How I Think
Most career decisions are not technical problems.
They are judgment calls made under uncertainty.
Most people dislike uncertainty. We want the right answer, the clean path, the guaranteed outcome. Career decisions rarely offer that.
People often arrive with questions like:
Should I take the promotion?
Should I change firms?
Should I go back to school?
Titles, compensation, and opportunity all matter. But so do quieter variables: energy, identity, relationships, and the kind of life a career gradually creates.
Over time I have come to look at careers through four lenses.
Direction
Momentum is powerful.
A capable person can move forward for years simply by doing good work and accepting the next opportunity that appears.
But progress and direction are not always the same thing.
From time to time it helps to step back and ask a simple question:
Is this path taking me where I actually want to go?
Not every decision requires a change. But clarity about direction often changes how the next step is taken.
Human Realities
Career decisions are often framed in terms of titles, compensation, and prestige.
Yet the deeper forces usually sit elsewhere.
Energy.
Identity.
Relationships.
Meaning and purpose.
Health.
Ignoring these realities can produce decisions that look good on paper but feel wrong in practice.
A career is part of a life, not separate from it.
Patterns and Base Rates
One advantage of working with many professionals over time over continents is seeing patterns.
Certain situations appear again and again.
Promotions that reshape a life more than expected.
Prestigious roles that narrow rather than expand a career.
Moments where stepping sideways creates more long-term opportunity than climbing higher.
Seeing these patterns helps people step outside their immediate situation and view it more clearly.
Time Horizon
Short-term thinking drives many career decisions.
A job offer can feel urgent. A promotion can feel like a once-in-a-lifetime opportunity.
But careers unfold over decades.
Taking a longer horizon often changes the decision entirely.
The next step matters, but so does the direction of travel.
Judgment
None of these lenses produces a formula.
Career decisions rarely come with perfect information.
What they can produce is something more valuable: clearer judgment.
Careers, like sailing, rarely follow straight lines. Progress often comes from adjusting course as conditions change.
Sometimes clarity begins not with an answer, but with a better question.
For those who like to reflect through questions, I’ve gathered some that often open up useful conversations.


EXERCISE REQUIREMENTS:
These records are to be written out exactly as they read, minus the pictures.

- Opening Delimiter -

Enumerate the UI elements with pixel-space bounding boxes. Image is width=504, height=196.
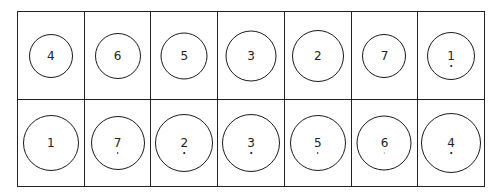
circle-number: 7 bbox=[381, 49, 389, 63]
circle: 5 bbox=[290, 115, 346, 171]
circle-number: 7 bbox=[114, 136, 122, 150]
grid-row-bottom: 1 7 2 3 5 6 4 bbox=[18, 99, 484, 186]
grid-cell: 6 bbox=[352, 99, 419, 186]
circle: 1 bbox=[427, 32, 475, 80]
circle-number: 6 bbox=[381, 136, 389, 150]
circle-number: 3 bbox=[247, 136, 255, 150]
circle: 4 bbox=[421, 113, 481, 173]
grid-cell: 7 bbox=[352, 12, 419, 99]
grid-cell: 7 bbox=[85, 99, 152, 186]
circle: 6 bbox=[357, 115, 412, 170]
circle-number: 3 bbox=[247, 49, 255, 63]
circle-number: 1 bbox=[47, 136, 55, 150]
grid-cell: 1 bbox=[418, 12, 484, 99]
circle: 5 bbox=[161, 32, 208, 79]
grid-cell: 2 bbox=[151, 99, 218, 186]
grid-cell: 1 bbox=[18, 99, 85, 186]
circle: 6 bbox=[95, 33, 141, 79]
grid-row-top: 4 6 5 3 2 7 1 bbox=[18, 12, 484, 100]
circle: 1 bbox=[23, 115, 79, 171]
circle-number: 6 bbox=[114, 49, 122, 63]
grid-cell: 3 bbox=[218, 99, 285, 186]
circle-number: 4 bbox=[447, 136, 455, 150]
circle: 3 bbox=[226, 30, 277, 81]
grid-cell: 6 bbox=[85, 12, 152, 99]
circle-number: 4 bbox=[47, 49, 55, 63]
circle: 2 bbox=[155, 114, 213, 172]
circle: 3 bbox=[222, 114, 280, 172]
circle-number: 5 bbox=[314, 136, 322, 150]
grid-cell: 5 bbox=[151, 12, 218, 99]
circle-number: 2 bbox=[314, 49, 322, 63]
grid-cell: 5 bbox=[285, 99, 352, 186]
circle: 4 bbox=[29, 34, 73, 78]
circle: 7 bbox=[362, 34, 406, 78]
circle: 7 bbox=[91, 116, 145, 170]
circle: 2 bbox=[292, 30, 344, 82]
circle-number: 1 bbox=[447, 49, 455, 63]
circle-number: 5 bbox=[180, 49, 188, 63]
number-grid: 4 6 5 3 2 7 1 1 7 2 3 5 6 4 bbox=[17, 11, 485, 187]
grid-cell: 4 bbox=[418, 99, 484, 186]
grid-cell: 2 bbox=[285, 12, 352, 99]
grid-cell: 4 bbox=[18, 12, 85, 99]
grid-cell: 3 bbox=[218, 12, 285, 99]
circle-number: 2 bbox=[180, 136, 188, 150]
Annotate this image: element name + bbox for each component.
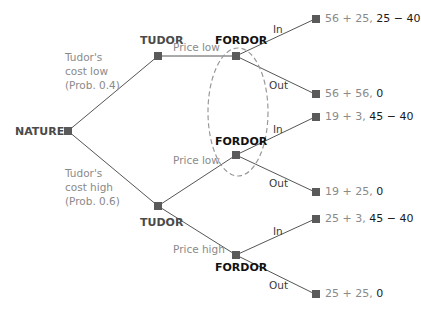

- Closing Delimiter -

EXERCISE SOLUTION:
Enumerate the UI elements with pixel-space bounding boxes. Image is width=504, height=196.
circle-number: 7 bbox=[381, 49, 389, 63]
circle: 5 bbox=[290, 115, 346, 171]
circle-number: 7 bbox=[114, 136, 122, 150]
grid-row-bottom: 1 7 2 3 5 6 4 bbox=[18, 99, 484, 186]
grid-cell: 6 bbox=[352, 99, 419, 186]
circle: 1 bbox=[427, 32, 475, 80]
circle-number: 6 bbox=[381, 136, 389, 150]
circle-number: 3 bbox=[247, 136, 255, 150]
circle: 4 bbox=[421, 113, 481, 173]
grid-cell: 7 bbox=[352, 12, 419, 99]
grid-cell: 7 bbox=[85, 99, 152, 186]
circle: 6 bbox=[357, 115, 412, 170]
circle-number: 3 bbox=[247, 49, 255, 63]
circle-number: 1 bbox=[47, 136, 55, 150]
grid-cell: 1 bbox=[418, 12, 484, 99]
circle: 5 bbox=[161, 32, 208, 79]
grid-cell: 2 bbox=[151, 99, 218, 186]
grid-cell: 1 bbox=[18, 99, 85, 186]
circle: 6 bbox=[95, 33, 141, 79]
grid-row-top: 4 6 5 3 2 7 1 bbox=[18, 12, 484, 100]
circle: 1 bbox=[23, 115, 79, 171]
circle-number: 6 bbox=[114, 49, 122, 63]
grid-cell: 3 bbox=[218, 99, 285, 186]
circle-number: 4 bbox=[447, 136, 455, 150]
circle: 3 bbox=[226, 30, 277, 81]
grid-cell: 6 bbox=[85, 12, 152, 99]
circle-number: 4 bbox=[47, 49, 55, 63]
circle: 2 bbox=[155, 114, 213, 172]
circle: 3 bbox=[222, 114, 280, 172]
circle-number: 5 bbox=[314, 136, 322, 150]
grid-cell: 5 bbox=[151, 12, 218, 99]
circle-number: 2 bbox=[314, 49, 322, 63]
grid-cell: 5 bbox=[285, 99, 352, 186]
circle: 4 bbox=[29, 34, 73, 78]
circle: 7 bbox=[362, 34, 406, 78]
circle: 7 bbox=[91, 116, 145, 170]
circle: 2 bbox=[292, 30, 344, 82]
circle-number: 1 bbox=[447, 49, 455, 63]
circle-number: 5 bbox=[180, 49, 188, 63]
number-grid: 4 6 5 3 2 7 1 1 7 2 3 5 6 4 bbox=[17, 11, 485, 187]
grid-cell: 4 bbox=[418, 99, 484, 186]
grid-cell: 2 bbox=[285, 12, 352, 99]
grid-cell: 4 bbox=[18, 12, 85, 99]
grid-cell: 3 bbox=[218, 12, 285, 99]
circle-number: 2 bbox=[180, 136, 188, 150]
Annotate this image: element name + bbox for each component.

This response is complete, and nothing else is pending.